I’ve tried. Repeatedly. I even went out to dinner with a Republican to attempt to make sense of the conclusion so many McCain-Palin voters have reached — Sarah Palin is a great choice for VP.
I’ll be the first to say that I wish I had her schmoozing skills. Palin has a way of gift wrapping words that drives the Republican base wild. She’s that colleague at work that you love going for drinks with because she tells the funny stories and relates to everyone at the office. She’s the big sister you want to confide in. I could look past her political orientation and be frenemies with Sarah Palin. Yes, frenemies. Because I have no doubt she’d stab me in the back, and the front, if I stood in the way of an opportunity she wanted to pursue.
But being personable is not a qualification for being Vice-President; it’s a qualification for getting invited to a hot-ticket dinner party. And it’s incredibly short sighted of voters to want the “girl next door” to reside a seventy-two year-old’s heart beat away from the Presidency.
Sure. She’s just like you and me. A mid-September poll by the NYTimes and CBS found that “77% of Republicans said they had a favorable view of Palin.” The adjectives brought to mind by Palin:
But when asked what specifically they liked about her, their top five reasons were that she was honest, tough, caring, outspoken and fresh-faced. . . (By the way, her intelligence was in a three-way tie for eighth place, right behind “I just like her.”)
So you need to ask yourself, are YOU qualified to be Vice-President? Would you be comfortable being thrown on a national stage handling the Wall Street melt down with the leader of your political party? Or the next terrorist attack by foreigners (since we like to avoid labeling the home grown variety as such)? How would you make health care affordable for uninsured, high risk Americans?
If you possess or are working towards a degree in political science, economics, public diplomacy, international relations or history, you are over qualified and exempt from this line of questioning. You know way more than the average American about internal and external forces and policies that shape the current political and financial climate of America to answer.
I suspect most Americans would not want to shoulder the burden of a national economic crisis, let alone be determine the best course of action from the myriad he or she is offered.
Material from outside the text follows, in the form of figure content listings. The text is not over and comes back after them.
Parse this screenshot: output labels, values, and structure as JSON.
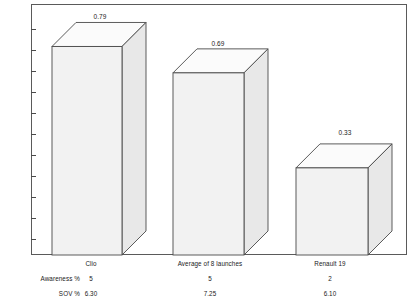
{
  "chart_data": {
    "type": "bar",
    "title": "",
    "subtitle": "",
    "xlabel": "",
    "ylabel": "",
    "grid": false,
    "legend": false,
    "style": "3d-column",
    "categories": [
      "Clio",
      "Average of 8 launches",
      "Renault 19"
    ],
    "values": [
      0.79,
      0.69,
      0.33
    ],
    "value_labels": [
      "0.79",
      "0.69",
      "0.33"
    ],
    "ylim": [
      0,
      0.86
    ],
    "y_ticks_unlabeled": 11,
    "annotations_table": {
      "rows": [
        {
          "label": "Awareness %",
          "values": [
            "5",
            "5",
            "2"
          ]
        },
        {
          "label": "SOV %",
          "values": [
            "6.30",
            "7.25",
            "6.10"
          ]
        }
      ]
    }
  },
  "colors": {
    "bar_front": "#f2f2f2",
    "bar_top": "#fbfbfb",
    "bar_side": "#e8e8e8",
    "bar_outline": "#4a4a4a",
    "frame": "#5a5a5a",
    "text": "#1a1a1a"
  }
}
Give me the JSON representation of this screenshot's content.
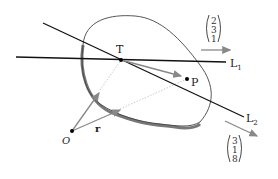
{
  "diagram": {
    "labels": {
      "T": "T",
      "P": "P",
      "O": "O",
      "r": "r",
      "L1": "L",
      "L1_sub": "1",
      "L2": "L",
      "L2_sub": "2"
    },
    "vectors": {
      "top": [
        "2",
        "3",
        "1"
      ],
      "bottom": [
        "3",
        "1",
        "8"
      ]
    },
    "colors": {
      "line": "#111111",
      "arrow": "#888888",
      "dotted": "#bbbbbb",
      "surface_shadow": "#777777"
    }
  }
}
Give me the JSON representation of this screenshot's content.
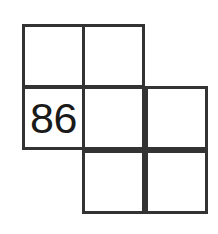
{
  "figure": {
    "background_color": "#ffffff",
    "line_color": "#333333",
    "text_color": "#1a1a1a",
    "line_width_px": 3
  },
  "grid": {
    "rows": 3,
    "columns": 3,
    "cell_width_px": 63,
    "cell_height_px": 64,
    "cells": [
      {
        "id": "cell-r0c0",
        "row": 0,
        "col": 0,
        "present": true,
        "value": ""
      },
      {
        "id": "cell-r0c1",
        "row": 0,
        "col": 1,
        "present": true,
        "value": ""
      },
      {
        "id": "cell-r0c2",
        "row": 0,
        "col": 2,
        "present": false,
        "value": ""
      },
      {
        "id": "cell-r1c0",
        "row": 1,
        "col": 0,
        "present": true,
        "value": "86"
      },
      {
        "id": "cell-r1c1",
        "row": 1,
        "col": 1,
        "present": true,
        "value": ""
      },
      {
        "id": "cell-r1c2",
        "row": 1,
        "col": 2,
        "present": true,
        "value": ""
      },
      {
        "id": "cell-r2c0",
        "row": 2,
        "col": 0,
        "present": false,
        "value": ""
      },
      {
        "id": "cell-r2c1",
        "row": 2,
        "col": 1,
        "present": true,
        "value": ""
      },
      {
        "id": "cell-r2c2",
        "row": 2,
        "col": 2,
        "present": true,
        "value": ""
      }
    ]
  }
}
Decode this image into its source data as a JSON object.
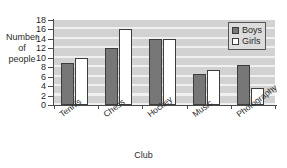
{
  "chart_data": {
    "type": "bar",
    "title": "",
    "xlabel": "Club",
    "ylabel": "Number of people",
    "ylabel_lines": [
      "Number",
      "of",
      "people"
    ],
    "categories": [
      "Tennis",
      "Chess",
      "Hockey",
      "Music",
      "Photography"
    ],
    "series": [
      {
        "name": "Boys",
        "values": [
          9,
          12,
          14,
          6.5,
          8.5
        ],
        "color": "#777777"
      },
      {
        "name": "Girls",
        "values": [
          10,
          16,
          14,
          7.5,
          3.5
        ],
        "color": "#ffffff"
      }
    ],
    "ylim": [
      0,
      18
    ],
    "ytick_step": 2,
    "ytick_labels": [
      "18",
      "16",
      "14",
      "12",
      "10",
      "8",
      "6",
      "4",
      "2",
      "0"
    ],
    "grid": true,
    "grid_axis": "y",
    "legend_position": "top-right",
    "legend_entries": [
      "Boys",
      "Girls"
    ],
    "plot_background": "#d2d2d2",
    "axis_color": "#4a4a4a",
    "bar_outline_color": "#3d3d3d"
  },
  "axes": {
    "x_title": "Club"
  },
  "legend": {
    "entries": [
      {
        "label": "Boys"
      },
      {
        "label": "Girls"
      }
    ]
  }
}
Surely, you don’t want the girl next door, who cruised through 5 schools in 6 years (more evidence of her short attenton span?) before graduating with a degree in journalism influencing those executive decisions. The clean up of 8 years of a Bush administration in charge is not the job of light weights or those who agreed with Bush 90% of the time
Jay of Ill Doctrine shares his take on what voter need to do in light of the current economic crisis sucking up Wall Street, with Main Street already stunted.
That feeling that you’re feeling right now, hoping and praying that you leaders are actually smarter than you. Please remember that feeling when you go in the voting booth. Because just this once, I think we really need to vote for the annoying smart guy.
I know how you feel. He’s always got this smug look on his face, and it brings up all our esteem issues from high school, but we need him right now. As soon as this crisis is over, we can give him a wedgie and lock him inside his locker. But this is his moment.
I know this is not an easy choice. But this moment in history is a time for courage. It is a time for change. It is time for a nerd we can believe in.
Out of all the people I know, I can think of one person, I’d trust to make hard decisions with global ripples. And he’s not the guy next door. He’s an arrogant know-it-all that has spent years reading up on economics and politics, both domestic and foreign. He makes me feel really dumb a lot, but I keep going back for more because he inspires me to be better. He’s a cut above the rest, and it’s that quality I want in the leadership that represents my country. It’s a quality that’s sorely missing from both halves of the Republican ticket.